Like many little girls, I loved horses. I galloped and whinnied, doodled ponies on my homework and scorned Barbie (give me Breyer horses instead!). At 12 I bought my first horse and financed his keep through babysitting and peddling wild blackberries door to door. As life progressed I bred horses, trained them, gave lessons, wrote about them as a freelance writer and studied them in depth. They were my life.
Then we moved from East Central Minnesota (bringing along 12 horses, mostly decrepit rescues) to the southern Ozarks, where one day I spied a business card on a café bulletin board. A nearby breeder had miniature horses for sale. We’d bred miniature donkeys in Minnesota and really liked them, so we decided to take a look.
The die was cast. Before the month was out I owned a cob-type miniature stallion and two mares. Eight years later we have a few surviving full-size horses that will stay until departing for horse heaven, but now I like the little ones better.
So in 2003, when I decided to fulfill a dream and own sheep, I opted for a pint-size breed. Dumb luck led me to a woman dispersing her flock of arguably the best Miniature Cheviots in America. I started with her foundation ewe and a gorgeous ram lamb. Now I raise them, I’m a co-founder of the American Classic Cheviot Sheep Association and have 24 of these great little sheep.
Why miniature livestock? For starters, they require less housing space, pasture and feed than full-size counterparts. Less elaborate (thus less costly) fencing often suffices. Minis like pet pigs or Nigerian Dwarf dairy goats are sometimes acceptable where zoning laws prohibit full-size livestock. They are easier to handle and less intimidating than everyday livestock, especially for beginners, children, old folks and the physically challenged, not only due to their size but because many types of miniatures are specifically bred for calm disposition and tractability. Chores such as hoof trimming, shearing or clipping, giving shots and administering wormer are easier, as is training smaller animals for show or fun. Breeders on one side of America ship miniature lambs, kids and piglets via air, two to a standard large-size dog crate and most species are locally transportable in a van or SUV.
But minis aren’t simply window dressing. Consider, for example, Lowline cattle, a naturally pint-size Angus breed developed in at the New South Wales Department of Agriculture’s Trangie Agricultural Research Centre in Australia and widely disseminated throughout North America. The average Lowline cow is only 40 inches tall and weighs 800 pounds, while bulls are 42 to 44 inches tall and weigh about 1200 pounds, making Lowlines 50 to 60 percent the size of most beef cattle. They require approximately one-third the feed of their full-size peers yet according to Trangie Agricultural Research Centre figures they produce five percent more marbling than other breeds, half the backfat of full-size Angus, 30 percent more rib eye per hundredweight than any other breed, and they dress out at up to an amazing 76 percent live weight. At the 2009 National Western Stock Show’s National Lowline Sale a two year old cow named MCR Everlasting topped the sale at $13,250 while two more cows brought $10,000 each. Bred fullblood Lowline cows averaged $6986 and bulls, $3650. What’s not to like about Lowline cattle!
Miniature Herefords, Miniature Jerseys, Guinea Hogs, Babydoll Southdown sheep, Miniature Llamas and Nigerian Dwarf goats to name just a few – buyers want them and are willing to pay. The time for raising miniature livestock is now. That’s why I wrote Storey’s Guide to Raising Miniature Livestock.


TASK REQUIREMENTS =>
Count, please, the lines in the listing below that contain "Roaming", and reply with the count only.

----- MATERIAL TO PROCESS -----

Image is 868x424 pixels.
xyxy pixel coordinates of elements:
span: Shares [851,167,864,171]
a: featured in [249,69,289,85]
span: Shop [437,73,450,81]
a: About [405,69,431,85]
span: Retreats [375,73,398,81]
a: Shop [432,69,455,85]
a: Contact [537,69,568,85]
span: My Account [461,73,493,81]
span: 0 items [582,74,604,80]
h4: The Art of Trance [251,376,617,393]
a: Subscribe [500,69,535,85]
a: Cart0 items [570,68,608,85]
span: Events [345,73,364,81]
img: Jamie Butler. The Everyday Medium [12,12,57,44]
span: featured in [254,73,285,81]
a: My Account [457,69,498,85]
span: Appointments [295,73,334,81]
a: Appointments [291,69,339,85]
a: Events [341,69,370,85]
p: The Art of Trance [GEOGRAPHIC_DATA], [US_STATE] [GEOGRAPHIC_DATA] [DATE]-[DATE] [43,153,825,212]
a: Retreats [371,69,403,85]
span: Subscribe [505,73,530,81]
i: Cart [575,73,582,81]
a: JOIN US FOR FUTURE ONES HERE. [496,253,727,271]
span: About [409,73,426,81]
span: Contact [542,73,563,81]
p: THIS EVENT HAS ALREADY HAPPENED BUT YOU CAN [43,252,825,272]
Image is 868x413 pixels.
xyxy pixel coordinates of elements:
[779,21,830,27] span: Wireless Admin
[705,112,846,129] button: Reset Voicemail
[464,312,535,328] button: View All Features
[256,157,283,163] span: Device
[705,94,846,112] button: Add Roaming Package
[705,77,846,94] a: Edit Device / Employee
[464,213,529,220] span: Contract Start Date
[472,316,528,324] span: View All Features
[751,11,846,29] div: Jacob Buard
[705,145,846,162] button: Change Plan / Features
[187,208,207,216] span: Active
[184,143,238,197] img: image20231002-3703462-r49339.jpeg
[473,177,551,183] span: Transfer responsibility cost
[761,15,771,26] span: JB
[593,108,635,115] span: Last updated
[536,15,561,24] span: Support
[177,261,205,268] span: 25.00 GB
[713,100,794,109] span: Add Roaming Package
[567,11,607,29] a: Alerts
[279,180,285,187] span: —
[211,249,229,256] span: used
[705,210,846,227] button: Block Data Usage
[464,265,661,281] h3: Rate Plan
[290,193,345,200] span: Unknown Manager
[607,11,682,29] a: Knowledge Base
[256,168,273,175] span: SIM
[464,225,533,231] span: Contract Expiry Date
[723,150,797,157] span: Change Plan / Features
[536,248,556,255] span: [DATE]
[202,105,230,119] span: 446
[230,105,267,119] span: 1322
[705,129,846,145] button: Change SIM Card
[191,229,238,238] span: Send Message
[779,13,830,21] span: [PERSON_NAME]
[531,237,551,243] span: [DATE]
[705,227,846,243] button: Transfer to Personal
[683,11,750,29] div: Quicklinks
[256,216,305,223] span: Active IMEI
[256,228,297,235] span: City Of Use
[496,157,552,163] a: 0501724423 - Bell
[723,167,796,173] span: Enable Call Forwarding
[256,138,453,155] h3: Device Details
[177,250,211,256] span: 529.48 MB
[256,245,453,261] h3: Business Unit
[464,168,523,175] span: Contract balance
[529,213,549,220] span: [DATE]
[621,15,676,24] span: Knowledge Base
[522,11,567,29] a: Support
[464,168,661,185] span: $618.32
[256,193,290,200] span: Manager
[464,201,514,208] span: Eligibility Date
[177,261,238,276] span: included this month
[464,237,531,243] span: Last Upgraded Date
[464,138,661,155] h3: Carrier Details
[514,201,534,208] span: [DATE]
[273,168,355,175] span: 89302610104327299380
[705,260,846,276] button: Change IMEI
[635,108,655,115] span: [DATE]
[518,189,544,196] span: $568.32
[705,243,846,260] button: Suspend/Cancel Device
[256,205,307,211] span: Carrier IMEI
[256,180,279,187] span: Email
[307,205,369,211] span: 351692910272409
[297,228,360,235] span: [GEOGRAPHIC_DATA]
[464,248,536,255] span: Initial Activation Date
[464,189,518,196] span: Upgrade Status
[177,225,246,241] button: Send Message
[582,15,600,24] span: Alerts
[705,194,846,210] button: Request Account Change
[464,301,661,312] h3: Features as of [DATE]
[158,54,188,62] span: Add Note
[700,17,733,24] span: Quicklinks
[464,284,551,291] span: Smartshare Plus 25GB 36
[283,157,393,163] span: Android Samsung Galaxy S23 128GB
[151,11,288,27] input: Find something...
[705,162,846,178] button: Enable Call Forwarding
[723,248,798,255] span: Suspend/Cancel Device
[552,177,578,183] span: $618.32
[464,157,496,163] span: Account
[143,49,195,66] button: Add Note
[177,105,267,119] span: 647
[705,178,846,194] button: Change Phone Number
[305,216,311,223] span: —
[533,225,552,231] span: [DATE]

-----

TASK ANSWER =>
2